An apartment complex is proposed on a vacant lot across from...

An apartment complex is proposed on a vacant lot across from Roosevelt Field mall. Credit: Howard Simmons

Nassau County has agreed to negotiate preliminary tax breaks for the development of 150 Garden City apartments — one of the first complexes to be built in the village in 50 to 60 years, officials said.

Southern Land Company of Nashville, Tennessee, applied for tax breaks through the county Industrial Development Agency to put up apartments on a vacant lot across from Roosevelt Field at 555 Stewart Ave. The proposed project would include 15 affordable units, to partially address a need for rentals and affordable apartments in Garden City and Nassau County. The county and the village had recently settled separate cases of housing discrimination.

“This is a win for everyone,” IDA chairman Richard Kessel said. “It’s a critical need, and the first new housing project under the settlement the county and the village reached. This is exactly what we want to encourage in the county.”

Garden City is under a 2014 consent decree that 10 percent of units in new developments be affordable to low-income tenants after a federal court found the village lacked affordable housing.

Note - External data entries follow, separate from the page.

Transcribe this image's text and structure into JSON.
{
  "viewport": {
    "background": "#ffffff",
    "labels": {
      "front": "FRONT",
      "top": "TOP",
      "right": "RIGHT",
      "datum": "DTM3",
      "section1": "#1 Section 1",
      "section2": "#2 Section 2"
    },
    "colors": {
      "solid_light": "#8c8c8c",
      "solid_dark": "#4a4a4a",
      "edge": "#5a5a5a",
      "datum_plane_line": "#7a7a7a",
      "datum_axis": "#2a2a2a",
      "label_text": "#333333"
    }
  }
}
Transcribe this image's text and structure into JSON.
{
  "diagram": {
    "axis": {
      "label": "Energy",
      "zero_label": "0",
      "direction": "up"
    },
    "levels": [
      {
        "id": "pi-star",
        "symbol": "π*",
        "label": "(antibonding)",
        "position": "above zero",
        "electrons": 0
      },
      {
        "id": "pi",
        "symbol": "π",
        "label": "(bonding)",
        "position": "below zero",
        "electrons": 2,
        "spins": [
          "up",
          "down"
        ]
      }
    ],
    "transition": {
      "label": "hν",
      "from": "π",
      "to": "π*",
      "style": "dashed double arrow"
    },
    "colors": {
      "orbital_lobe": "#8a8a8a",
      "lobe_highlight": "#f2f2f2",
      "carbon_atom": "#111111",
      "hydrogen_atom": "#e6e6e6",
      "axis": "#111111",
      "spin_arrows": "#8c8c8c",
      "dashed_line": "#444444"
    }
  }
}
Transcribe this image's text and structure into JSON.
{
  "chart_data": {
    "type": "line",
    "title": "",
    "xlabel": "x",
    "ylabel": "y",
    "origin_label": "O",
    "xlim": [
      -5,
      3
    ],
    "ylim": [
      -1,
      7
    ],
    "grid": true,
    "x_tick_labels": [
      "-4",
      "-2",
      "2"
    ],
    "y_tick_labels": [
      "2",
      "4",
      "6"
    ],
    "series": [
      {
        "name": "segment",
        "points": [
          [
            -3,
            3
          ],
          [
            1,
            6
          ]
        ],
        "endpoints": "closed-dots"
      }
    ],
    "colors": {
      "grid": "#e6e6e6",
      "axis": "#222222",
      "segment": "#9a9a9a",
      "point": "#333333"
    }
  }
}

The village was ordered in December to pay $5.3 million in attorneys' fees and costs in a housing discrimination case after the village lost its appeal.

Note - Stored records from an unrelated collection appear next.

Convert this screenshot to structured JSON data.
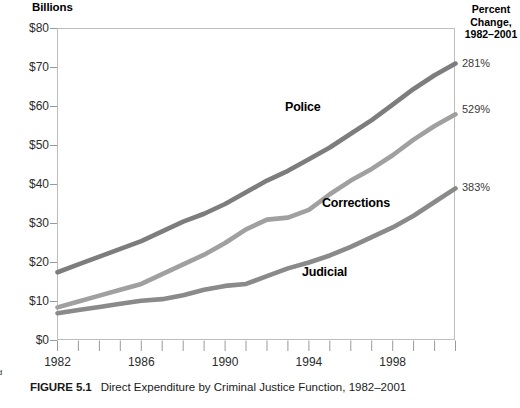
{
  "figure": {
    "number": "FIGURE 5.1",
    "caption": "Direct Expenditure by Criminal Justice Function, 1982–2001",
    "margin_scrap_top": "▪",
    "margin_scrap_bottom": "ed"
  },
  "chart_data": {
    "type": "line",
    "title": "Direct Expenditure by Criminal Justice Function, 1982–2001",
    "subtitle": "",
    "axis_header": "Billions",
    "xlabel": "",
    "ylabel": "Billions",
    "xlim": [
      1982,
      2001
    ],
    "ylim": [
      0,
      80
    ],
    "grid": false,
    "legend_position": "inline-annotations",
    "y_ticks": [
      0,
      10,
      20,
      30,
      40,
      50,
      60,
      70,
      80
    ],
    "y_tick_labels": [
      "$0",
      "$10",
      "$20",
      "$30",
      "$40",
      "$50",
      "$60",
      "$70",
      "$80"
    ],
    "x_ticks": [
      1982,
      1983,
      1984,
      1985,
      1986,
      1987,
      1988,
      1989,
      1990,
      1991,
      1992,
      1993,
      1994,
      1995,
      1996,
      1997,
      1998,
      1999,
      2000,
      2001
    ],
    "x_tick_labels_shown": [
      "1982",
      "1986",
      "1990",
      "1994",
      "1998"
    ],
    "x_labeled_ticks": [
      1982,
      1986,
      1990,
      1994,
      1998
    ],
    "x": [
      1982,
      1983,
      1984,
      1985,
      1986,
      1987,
      1988,
      1989,
      1990,
      1991,
      1992,
      1993,
      1994,
      1995,
      1996,
      1997,
      1998,
      1999,
      2000,
      2001
    ],
    "series": [
      {
        "name": "Police",
        "label": "Police",
        "color": "#7d7d7d",
        "percent_change": "281%",
        "values": [
          17.5,
          19.5,
          21.5,
          23.5,
          25.5,
          28.0,
          30.5,
          32.5,
          35.0,
          38.0,
          41.0,
          43.5,
          46.5,
          49.5,
          53.0,
          56.5,
          60.5,
          64.5,
          68.0,
          71.0
        ]
      },
      {
        "name": "Corrections",
        "label": "Corrections",
        "color": "#a0a0a0",
        "percent_change": "529%",
        "values": [
          8.5,
          10.0,
          11.5,
          13.0,
          14.5,
          17.0,
          19.5,
          22.0,
          25.0,
          28.5,
          31.0,
          31.5,
          33.5,
          37.5,
          41.0,
          44.0,
          47.5,
          51.5,
          55.0,
          58.0
        ]
      },
      {
        "name": "Judicial",
        "label": "Judicial",
        "color": "#8a8a8a",
        "percent_change": "383%",
        "values": [
          7.0,
          7.8,
          8.6,
          9.4,
          10.2,
          10.6,
          11.6,
          13.0,
          14.0,
          14.5,
          16.5,
          18.5,
          20.0,
          21.8,
          24.0,
          26.5,
          29.0,
          32.0,
          35.5,
          39.0
        ]
      }
    ],
    "annotations": {
      "percent_change_header_lines": [
        "Percent",
        "Change,",
        "1982–2001"
      ]
    }
  },
  "percent_panel": {
    "line1": "Percent",
    "line2": "Change,",
    "line3": "1982–2001",
    "police": "281%",
    "corrections": "529%",
    "judicial": "383%"
  },
  "labels": {
    "police": "Police",
    "corrections": "Corrections",
    "judicial": "Judicial",
    "billions": "Billions"
  }
}
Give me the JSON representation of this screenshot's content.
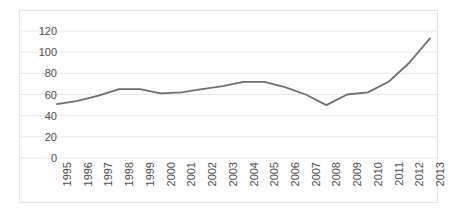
{
  "chart_data": {
    "type": "line",
    "title": "",
    "subtitle": "",
    "xlabel": "",
    "ylabel": "",
    "categories": [
      "1995",
      "1996",
      "1997",
      "1998",
      "1999",
      "2000",
      "2001",
      "2002",
      "2003",
      "2004",
      "2005",
      "2006",
      "2007",
      "2008",
      "2009",
      "2010",
      "2011",
      "2012",
      "2013"
    ],
    "values": [
      51,
      54,
      59,
      65,
      65,
      61,
      62,
      65,
      68,
      72,
      72,
      67,
      60,
      50,
      60,
      62,
      72,
      90,
      113
    ],
    "series": [
      {
        "name": "series-1",
        "values": [
          51,
          54,
          59,
          65,
          65,
          61,
          62,
          65,
          68,
          72,
          72,
          67,
          60,
          50,
          60,
          62,
          72,
          90,
          113
        ]
      }
    ],
    "ylim": [
      0,
      120
    ],
    "yticks": [
      0,
      20,
      40,
      60,
      80,
      100,
      120
    ],
    "ytick_labels": [
      "0",
      "20",
      "40",
      "60",
      "80",
      "100",
      "120"
    ],
    "xtick_labels": [
      "1995",
      "1996",
      "1997",
      "1998",
      "1999",
      "2000",
      "2001",
      "2002",
      "2003",
      "2004",
      "2005",
      "2006",
      "2007",
      "2008",
      "2009",
      "2010",
      "2011",
      "2012",
      "2013"
    ],
    "grid": "horizontal",
    "legend": "none",
    "annotations": [],
    "line_color": "#6e6e6e",
    "grid_color": "#e8e8e8",
    "border_color": "#e3e3e3",
    "tick_label_color": "#4d4d4d",
    "background_color": "#ffffff"
  }
}
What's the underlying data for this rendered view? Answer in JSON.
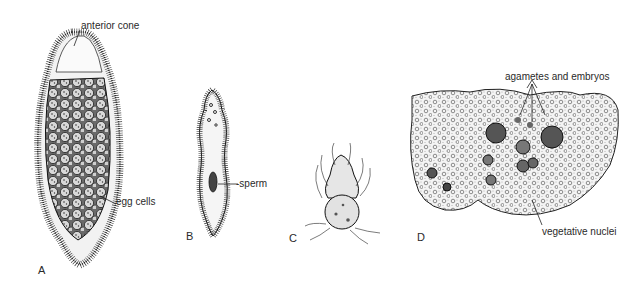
{
  "figure": {
    "panels": [
      {
        "id": "A",
        "letter": "A",
        "labels": [
          "anterior cone",
          "egg cells"
        ]
      },
      {
        "id": "B",
        "letter": "B",
        "labels": [
          "sperm"
        ]
      },
      {
        "id": "C",
        "letter": "C",
        "labels": []
      },
      {
        "id": "D",
        "letter": "D",
        "labels": [
          "agametes and embryos",
          "vegetative nuclei"
        ]
      }
    ]
  },
  "labels": {
    "anterior_cone": "anterior cone",
    "egg_cells": "egg cells",
    "sperm": "-sperm",
    "agametes_embryos": "agametes and embryos",
    "vegetative_nuclei": "vegetative nuclei"
  },
  "letters": {
    "a": "A",
    "b": "B",
    "c": "C",
    "d": "D"
  },
  "colors": {
    "ink": "#2a2a2a",
    "background": "#ffffff",
    "cell_fill": "#e8e8e8",
    "dark_embryo": "#555555"
  }
}
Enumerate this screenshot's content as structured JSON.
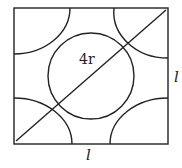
{
  "diagram": {
    "labels": {
      "diagonal": "4r",
      "bottom_side": "l",
      "right_side": "l"
    },
    "stroke_color": "#222222"
  }
}
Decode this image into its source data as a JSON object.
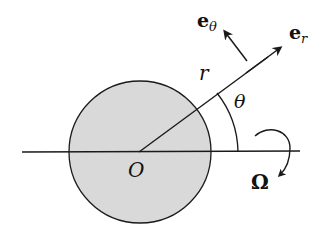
{
  "labels": {
    "e_theta_base": "e",
    "e_theta_sub": "θ",
    "e_r_base": "e",
    "e_r_sub": "r",
    "r": "r",
    "theta": "θ",
    "origin": "O",
    "omega": "Ω"
  },
  "colors": {
    "disk_fill": "#d9d9d9",
    "stroke": "#1a1a1a"
  }
}
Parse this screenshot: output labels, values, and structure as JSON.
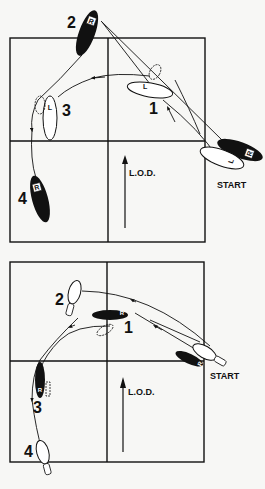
{
  "diagrams": [
    {
      "id": "top",
      "title": "Man's steps",
      "start_label": "START",
      "lod_label": "L.O.D.",
      "steps": [
        {
          "number": "1",
          "foot": "L",
          "fill": "white"
        },
        {
          "number": "2",
          "foot": "R",
          "fill": "black"
        },
        {
          "number": "3",
          "foot": "L",
          "fill": "white"
        },
        {
          "number": "4",
          "foot": "R",
          "fill": "black"
        }
      ],
      "start_feet": [
        {
          "foot": "R",
          "fill": "black"
        },
        {
          "foot": "L",
          "fill": "white"
        }
      ]
    },
    {
      "id": "bottom",
      "title": "Lady's steps",
      "start_label": "START",
      "lod_label": "L.O.D.",
      "steps": [
        {
          "number": "1",
          "foot": "R",
          "fill": "black"
        },
        {
          "number": "2",
          "foot": "L",
          "fill": "white"
        },
        {
          "number": "3",
          "foot": "R",
          "fill": "black"
        },
        {
          "number": "4",
          "foot": "L",
          "fill": "white"
        }
      ],
      "start_feet": [
        {
          "foot": "R",
          "fill": "black"
        },
        {
          "foot": "L",
          "fill": "white"
        }
      ]
    }
  ],
  "colors": {
    "ink": "#111111",
    "paper": "#f7f7f5"
  }
}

Nassau officials said in March that the county will pay $5.4 million to a different nonprofit developer to settle a separate 14-year-old housing discrimination case.

The IDA, which approved a resolution for talks on an incentive package in a 5-0 vote with one abstention on March 21, has not set the amount developers will receive and said they would like to see the project include more affordable units. Developers will go before the IDA again to provide more detail and revised plans.

Developers are seeking a 20-year PILOT, or payment in lieu of taxes, which could limit taxes to only the land value of the property before gradually increasing to the 20-year buildout, said Dan Deegan, an attorney for the developers.

Southern Land is requesting a sales tax exemption up to $4.4 million sales tax exemption on the purchase of construction materials  and an exemption on the $476,981 mortgage recording tax. The existing taxes on the property are valued at $125,825.

“Everyone knows construction on Long Island is very expensive,” Deegan said. “The taxes are very high, and a project like this cannot work if it has to pay full taxes on day one when it’s built.”

IDA member Timothy Williams expressed concerns about developers selling the property shortly after it was completed.

The 4.5-acre property, which has weeds growing through concrete, is next to a Starbucks and a park of baseball fields and has been vacant for more than 20 years, Deegan said.

Developers said, if approved, they could begin work in six months on the $90.8 million four-story building. Developers estimate the project would create 416 construction jobs.

One condition of any tax break deal is to offer five affordable housing units at 80 percent, five units at 60 percent and five units at 40 percent of the average median income for the region. Southern Land officials said they could negotiate adding affordable units if more tax breaks are offered.

With James T. Madore

Newsday travel writer Scott Vogel took the ferry over to Block Island for a weekend of fun. Credit: Randee Daddona

Updated now Newsday travel writer Scott Vogel took the ferry over to Block Island for a weekend of fun.

Newsday travel writer Scott Vogel took the ferry over to Block Island for a weekend of fun. Credit: Randee Daddona

Updated now Newsday travel writer Scott Vogel took the ferry over to Block Island for a weekend of fun.